PANEL: ONCE UPON A QUANTUM SYMMETRY: SCIENCE AND CINEMA
Ever since Méliès shot a rocket to the moon, cinema has had a wondrous
fascination with science and technology. Movies can show us the working
science of today, and with surprising prescience, the science of
tomorrow. During our ten-year collaboration with the Alfred P. Sloan
Foundation, which aims to encourage more realistic and compelling
stories about science and technology themes and characters, we’ve
traveled from synapses in the brain to distant galaxies – hitting
different corners of spacetime along the way, and proving that both
scientists and filmmakers are creative, imaginative, speculative, and
adventurous.
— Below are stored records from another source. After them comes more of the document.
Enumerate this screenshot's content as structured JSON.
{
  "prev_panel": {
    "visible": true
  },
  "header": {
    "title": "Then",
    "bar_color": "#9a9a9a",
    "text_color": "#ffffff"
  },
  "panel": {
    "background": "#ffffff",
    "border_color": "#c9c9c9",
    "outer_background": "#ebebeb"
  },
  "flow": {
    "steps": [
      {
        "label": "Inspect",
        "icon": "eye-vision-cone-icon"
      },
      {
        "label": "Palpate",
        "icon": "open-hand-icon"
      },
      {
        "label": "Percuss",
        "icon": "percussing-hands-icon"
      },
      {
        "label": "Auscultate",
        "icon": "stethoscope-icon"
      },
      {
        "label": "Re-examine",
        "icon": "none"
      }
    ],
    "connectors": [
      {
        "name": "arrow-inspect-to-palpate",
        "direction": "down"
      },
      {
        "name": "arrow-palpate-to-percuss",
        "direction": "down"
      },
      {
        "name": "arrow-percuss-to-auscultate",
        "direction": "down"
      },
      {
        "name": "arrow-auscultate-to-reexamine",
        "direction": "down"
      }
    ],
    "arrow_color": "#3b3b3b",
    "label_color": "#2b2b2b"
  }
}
Join Jon Amiel (Creation, Sommersby, Entrapment), Scott Burns (writer, Contagion, Pu-239, The Informant and producer An Inconvenient Truth), Dr. André FentonDr. Lisa Randall (Frank B. Baird, Jr., Professor of Science, Harvard University, author of Knocking on Heaven’s Door: How Physics and Scientific Thinking Illuminate the Universe and the Modern World) with moderator Paula Apsell (Senior Executive Producer, Nova and Nova ScienceNow, Director, WGBH Science Unit) as we continue the journey.
Jon Amiel
is an English film director who has worked in film and television in
both the UK and the US. After studies in English literature, Amiel
graduated from Cambridge University and ran the Oxford and Cambridge
Shakespeare Company, which often toured the USA. He worked as a story
editor at BBC before directing the critically-acclaimed TV series The
Singing Detective. He has directed for TV and film, and is currently in
production on his latest feature film.
NEW FRONTIERS
The New Frontiers section of Sundance is a social and creative space that showcases media installations, multimedia
performances, transmedia experiences, panel discussions, and more.
EYJAFJALLALOKULL
Playing in New Frontiers
Director: Joanie Lemercier
Inspired by the 2010 Icelandic volcanic eruption that wreaked travel havoc across Europe, Eyjafjallalokull is a stunning, three-dimensional, audiovisual mapping installation that challenges audiences’ perception of space by creating an optical illusion that transforms the walls of New Frontier into a sweeping digital vista that artistically recreates the seismic event.
NEW FRONTIERS PANELS
The Magic of MIT
When you think about the Massachusetts Institute of Technology,
filmmaking, civic activism, and cultural criticism are probably not what
come to mind. A visiting crew of MIT professors and students present
some of their story-oriented and story-enabling work. This panel is
moderated by Kamal Sinclair, senior manager of the New Frontier
Story Lab, and features projects from the Object-Based Media Group and
the Open Documentary Lab.
Tablet Storytelling Takes Off
When multimedia tablets popped up a few years ago, many of us wondered
why we'd ever need a second, “dumber” computer. Filmmakers and artists
saw something else entirely and started hacking together DSLR rigs,
shooting interactive documentaries, and inventing new formats such as
album apps and RGBD. This panel is moderated by Wendy Levy, executive director of the New Arts Axis, and features Scott Snibbe (Björk’s Biophilia, Beck’s Rework: Philip Glass Remixed), Greg Pak (Vision Machine), Eli Horowitz (Silent History), and Loc Dao (Bear 71, Circa 1948).